• originalucifer@moist.catsweat.com
    link
    fedilink
    arrow-up
    41
    arrow-down
    2
    ·
    edit-2
    10 months ago

    i dont understand this at all.

    theres nothing stopping me from building stuff for the web. dude, i run a social media server named moist

    if your complaint is that ‘users are hard to wrangle away from corporations’, well, that has less to do with the internet and more to do with lazy/ignorant people.

    • umbrella@lemmy.ml
      link
      fedilink
      arrow-up
      36
      ·
      edit-2
      10 months ago

      i think the fact they use every psychology trick to hook and deceive them has some significant impact in this.

      • Corgana@startrek.website
        link
        fedilink
        arrow-up
        5
        ·
        10 months ago

        Yeah exactly, let’s not wholly blame the victim (humanity) here, that shit’s engineered to be addictive.

    • DandomRude@lemmy.worldOP
      link
      fedilink
      arrow-up
      22
      arrow-down
      4
      ·
      10 months ago

      Please don’t get me wrong: I have the greatest respect for all those who try against all odds.
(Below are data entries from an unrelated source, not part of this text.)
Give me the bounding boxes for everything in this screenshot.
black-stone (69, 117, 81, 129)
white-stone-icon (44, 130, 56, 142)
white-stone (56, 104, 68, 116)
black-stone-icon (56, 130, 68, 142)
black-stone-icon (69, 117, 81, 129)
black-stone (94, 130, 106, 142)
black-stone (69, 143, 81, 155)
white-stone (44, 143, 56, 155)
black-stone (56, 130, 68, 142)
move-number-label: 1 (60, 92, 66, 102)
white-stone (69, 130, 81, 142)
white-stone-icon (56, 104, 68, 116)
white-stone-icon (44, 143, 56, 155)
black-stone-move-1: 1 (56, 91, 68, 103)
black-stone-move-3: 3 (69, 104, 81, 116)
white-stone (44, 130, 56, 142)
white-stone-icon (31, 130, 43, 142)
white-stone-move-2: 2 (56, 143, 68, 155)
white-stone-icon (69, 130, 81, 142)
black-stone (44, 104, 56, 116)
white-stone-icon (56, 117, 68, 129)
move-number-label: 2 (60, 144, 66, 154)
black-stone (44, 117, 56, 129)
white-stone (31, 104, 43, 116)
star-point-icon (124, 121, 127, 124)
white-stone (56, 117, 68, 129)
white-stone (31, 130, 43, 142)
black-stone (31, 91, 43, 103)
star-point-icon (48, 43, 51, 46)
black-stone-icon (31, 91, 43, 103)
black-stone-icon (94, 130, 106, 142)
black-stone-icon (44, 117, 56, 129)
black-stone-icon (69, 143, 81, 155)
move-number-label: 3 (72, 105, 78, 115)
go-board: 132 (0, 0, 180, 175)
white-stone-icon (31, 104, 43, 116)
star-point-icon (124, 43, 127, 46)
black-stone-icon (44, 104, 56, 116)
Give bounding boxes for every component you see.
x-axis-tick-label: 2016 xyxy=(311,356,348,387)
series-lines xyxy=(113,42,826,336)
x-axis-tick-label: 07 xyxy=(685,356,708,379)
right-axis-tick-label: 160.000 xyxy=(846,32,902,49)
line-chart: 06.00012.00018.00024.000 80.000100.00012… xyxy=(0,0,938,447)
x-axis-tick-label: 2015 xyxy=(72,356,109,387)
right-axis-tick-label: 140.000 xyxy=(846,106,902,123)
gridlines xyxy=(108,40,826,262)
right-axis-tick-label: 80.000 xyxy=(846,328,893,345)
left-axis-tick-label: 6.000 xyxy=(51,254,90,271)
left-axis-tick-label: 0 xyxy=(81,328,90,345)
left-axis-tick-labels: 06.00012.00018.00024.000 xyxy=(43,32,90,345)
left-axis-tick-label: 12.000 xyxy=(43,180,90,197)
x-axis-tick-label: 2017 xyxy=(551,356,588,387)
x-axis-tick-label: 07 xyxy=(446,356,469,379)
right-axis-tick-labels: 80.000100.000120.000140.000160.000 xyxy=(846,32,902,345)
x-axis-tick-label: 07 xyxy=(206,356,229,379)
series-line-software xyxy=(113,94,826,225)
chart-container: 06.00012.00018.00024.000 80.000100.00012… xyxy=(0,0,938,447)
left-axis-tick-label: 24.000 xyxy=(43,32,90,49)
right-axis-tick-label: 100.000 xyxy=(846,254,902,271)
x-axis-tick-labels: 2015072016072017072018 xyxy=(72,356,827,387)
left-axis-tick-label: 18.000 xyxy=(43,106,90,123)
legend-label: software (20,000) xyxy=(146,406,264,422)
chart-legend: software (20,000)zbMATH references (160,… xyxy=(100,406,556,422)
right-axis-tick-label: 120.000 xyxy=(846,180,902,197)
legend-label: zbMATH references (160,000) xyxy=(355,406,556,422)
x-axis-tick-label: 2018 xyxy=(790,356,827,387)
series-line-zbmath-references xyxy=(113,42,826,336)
I just think that the idea of the Internet utopians was that the Internet would promote enlightenment, understanding and education. I simply have the impression that the opposite has generally happened.

      • cm0002@lemmy.world
        link
        fedilink
        arrow-up
        25
        ·
        10 months ago

        It’s not perfect, by any means, but it’s definitely having a net positive effect. Traditionally, the right has sustained themselves by getting the next generation “on their side” through various tactics such as messing with education and such. It worked pre-internet because small towns were somewhat isolated and the flow of information easier to control.

        Gen Z, the first generation to grow up entirely online, has proven they aren’t buying their shit this time around and I’d argue it’s because of the Internet and all the information they can access regardless of if they’re in some podunk town in bumfuck nowhere with like 300 people or a major city with millions

        • DandomRude@lemmy.worldOP
          link
          fedilink
          arrow-up
          6
          arrow-down
          1
          ·
          10 months ago

          At the time, the Internet was also a hope to break the power of the extremely powerful print media (not originally Tim Berners-Lee’s intention, but that was the idea of most early Internet utopians). In theory this still works today, but in practice I think it has gotten even worse: Opinions can probably even be spread more cheaply today by well-funded think tanks via a few, all the more powerful players - a prominent example is Facebook/Meta’s collaboration with Cambridge Analytica. That’s probably the reason why Elon Musk bought Twitter.

      • OpenStars@discuss.online
        link
        fedilink
        English
        arrow-up
        8
        ·
        10 months ago

        I know I thought that…but I was wrong.

        There are these tiny villages in Africa, where people take laptops or tablets and a huge stash of DVDs, and often there isn’t even a roof just like 4 sticks poking up from the ground, maybe a tarp above it or possibly not even that. People come from hundreds of miles away, even walking, and they can watch videos from literal Harvard/Yale/etc. professors on whatever subject - engineering, lessions on how to speak English, biology, physics, etc. The barriers for people who truly WANT knowledge are pretty much entirely gone now, world-wide.

        Which lasted it seems for about a minute, while instead now, misinformation flows even more freely. Those setups that I mentioned above took DECADES to create, leveraging the technology available at each timepoint, and more than a little prep work to discuss with the recipient culture to let them know it is an option. And even then, situations such as Boco Haram continue to threaten their continuation, bc girls (& women) learning things is considered bad in that case.

        Thus, I learned that ignorance is extremely easy to cure (barely an inconvenience, if you know that famous YouTuber’s catchphrase;-). Entire courses are available freely online, such as the Crash Course series…of series (US History, World History, literature, biology, chemistry, physics, check it out!), and nowadays the most dumbed-down explanations of extremely complex topics as you could ever want, see e.g. this video.

        The barriers nowadays to knowing things are “different”. See e.g. the movie WALL-E, where the humans all just gave up and sat down… but then were never able to get back up again.

      • abbadon420@lemm.ee
        link
        fedilink
        arrow-up
        2
        ·
        edit-2
        10 months ago

        The same was said about books, but have you ever read a dollar-store romance novel? Or newspapers, but there’s also The Sun.

        Everything that can be used for good, will also be used for evil. It’s all there, but you have to wash out the shit yourself. That’s what seperates the chaff from the wheat, so to speak.